Woke-Speak of Bosses at NPR and Academia Irks the Masses

FB
X

By 2025, I assert, no one is going to talk the way NPR CEO Katherine Maher talks, ever again.

No doubt the word ‘woke’ has been overused and is very irritating in the hands of right-wing politicians and commentators, for whom “woke mind-virus” is a sort of chant or drumbeat. But it’s still a convenient label for a certain brand of leftism that emerged in the 2010s in academia. It started with a strong commitment to identity politics: the idea, roughly, that political opinions do and ought to originate in the common experiences of members of racial, ethnic, religious, sexuality, and gender groups.

Perhaps this sort of identity politics emerged earlier, in the late-’80s/early ’90s period of “political correctness.” But the woke period intensified it, and taught also the preternatural power of representation and that “words are powerful.” Wokesters regard it as self-evident that many of our social problems, as understood within the identity frame, emerge from bad language and pictures and could be usefully addressed by new euphemisms and improved movies and memes and restricting or banning the use of certain sorts of words and images.

I’m using the past tense, because I think woke is over now. It was never going to stay on campus, if for no other reason than because people graduate. As it emerged, people other than professors started to hear the formulations, which appear quite insane and obscure to the average American, say. The empirical data on the effectiveness of kinetic wokery in the form of  DEI initiatives and the like has been wretched. And the absurdity of the campus situation has been emphasized in the protests of the last couple of weeks; the question of whether Jewish people have white privilege, for example, might be paramount in deciding which side you’re on with regard to the Israel/Gaza conflict. As such claims continued to reach a wider public, people started ever-more pointedly saying ‘WTF?’

I think that in a year or two, no one will be talking the way wokesters still do, unless they want to alienate almost everyone and lose elections.

The kerfuffle at NPR is one symptom of this. No one ever spoke woke as fluently as current NPR CEO Katherine Maher, one of the factors, no doubt, that irritated NPR dissident Uri Berliner. She dishes it out effortlessly and constantly, quite like a number of academic administrators I’ve known over the last few years. I’m guessing that a lot of the NPR staff went to elite colleges just before or during the rise of woke. (NPR editorial staff, according to a survey, features 87 Democrats and 0 Republicans, quite like the social sciences faculty at almost any college, let’s say). And NPR is operating overall quite like a progressive-in-the-current-sense college campus. It addresses the educated, and seeks to educate them further along the same lines.

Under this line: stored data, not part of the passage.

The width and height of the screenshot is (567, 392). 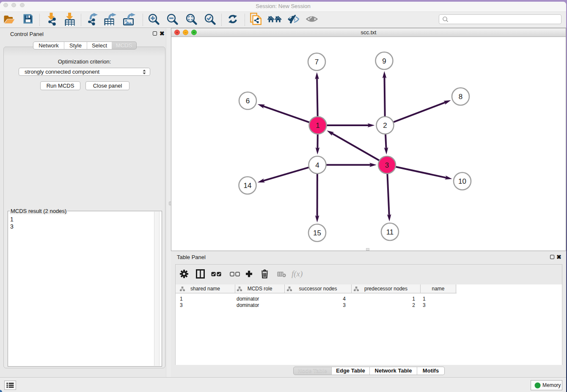 I want to click on svg-text: 6, so click(x=248, y=101).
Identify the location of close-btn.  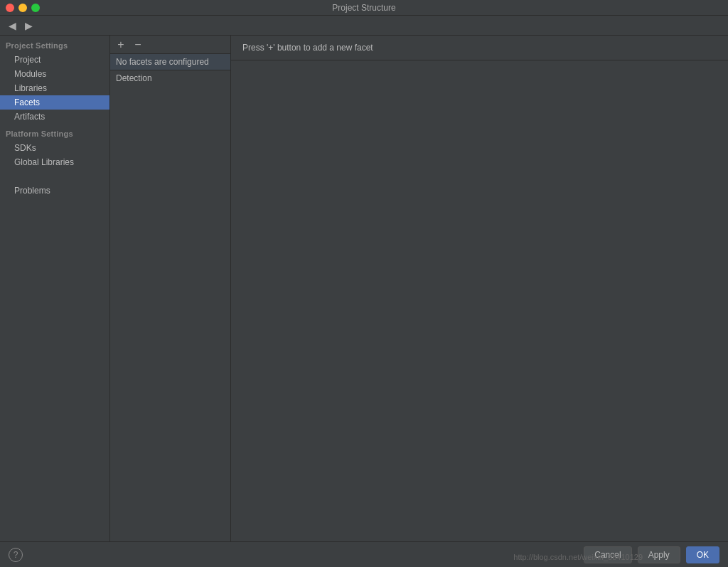
(10, 8).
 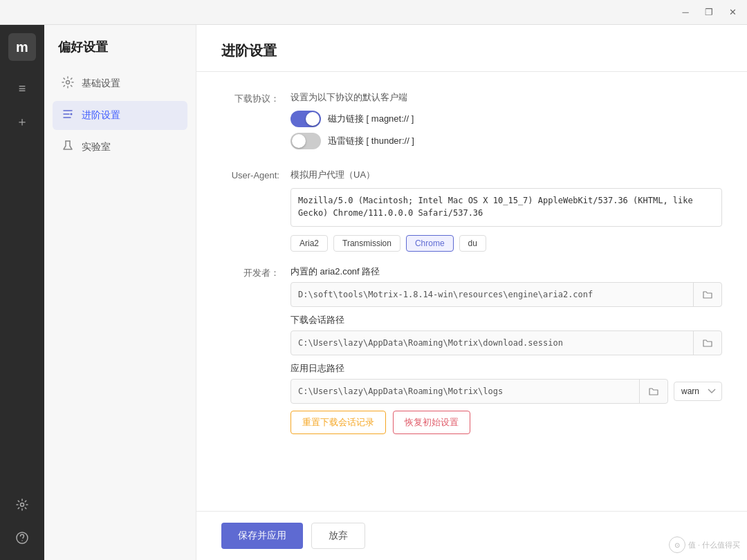 What do you see at coordinates (506, 272) in the screenshot?
I see `aria2-conf-label: 内置的 aria2.conf 路径` at bounding box center [506, 272].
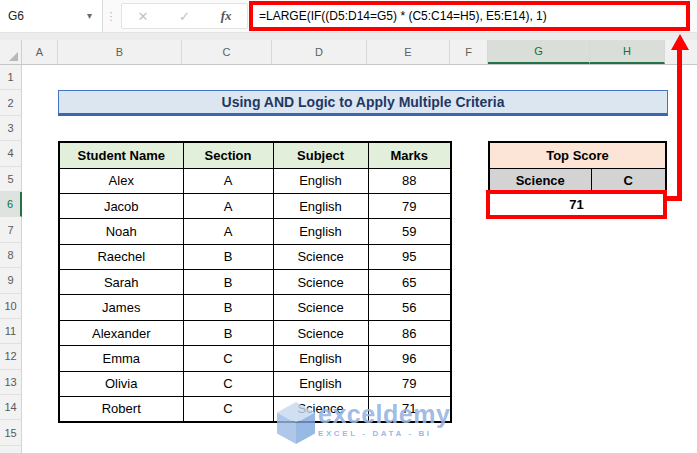 The height and width of the screenshot is (453, 697). Describe the element at coordinates (255, 384) in the screenshot. I see `table-row: Olivia C English 79` at that location.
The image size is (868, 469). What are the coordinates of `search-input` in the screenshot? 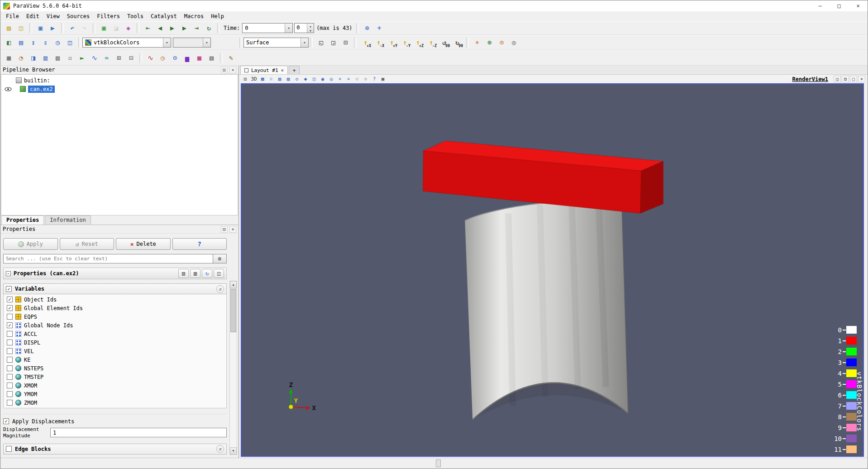 It's located at (108, 259).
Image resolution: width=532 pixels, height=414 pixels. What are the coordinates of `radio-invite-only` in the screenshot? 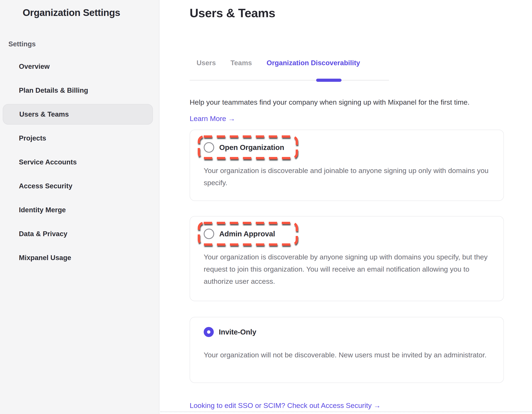 It's located at (209, 332).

There are many good articles about Maher’s approach, so I will just hit some highlights. Here’s a thorough analysis by Andrew Sullivan, who points out that NPR has the following “affinity groups”: “MGIPOC (Marginalized Genders and Intersex People of Color mentorship program); Mi Gente (Latinx employees at NPR); NPR Noir (Black employees at NPR); Southwest Asians and North Africans at NPR; Ummah (for Muslim-identifying employees); Women, Gender-Expansive, and Transgender People in Technology Throughout Public Media; Khevre (Jewish heritage and culture at NPR); and NPR Pride (LGBTQIA employees at NPR).” I daresay Harvard has all the same groups, and is, roughly, the very same institutional mindset.

Maher is always on about her own “white cis mobility privilege,” even as she continues to exercise it all day, in what is now a traditional yet purposeless self-flagellating disclaimer. When your CEO is telling you how it’s going to be, and decrying her own privilege as she does so, she’s liable to leave you confused.

What I’m saying is, this way of talking is a style. It’s a style that has grown incredibly irritating. It’s a style that attributes to itself the supernatural ability to change reality by changing vocabulary. So, by its own standards it must be condemned as a miserable failure, insofar as it does not help people achieve justice, but primarily alienates and divides them. It functioned fairly effectively as long as it was restricted to the academic hothouse, but as it’s emerged, the futile absurdity of its layers of euphemisms has been exposed.

There will be vestiges for decades, and many young people, having been thoroughly trained in woke academic style, will be confused and disabled politically for a bit as the echoes fade. They’ll need to adjust and maybe find a new way to be progressives. But the people who are really going to struggle are the college professors and administrators who came of age during this period, the squads of DEI officers and humanities professors who have already written hundreds of memos, or whole tenure books, in the approved vocabulary.

By 2025, they will no longer know how to write or talk. I, personally, plan to enjoy the quiet.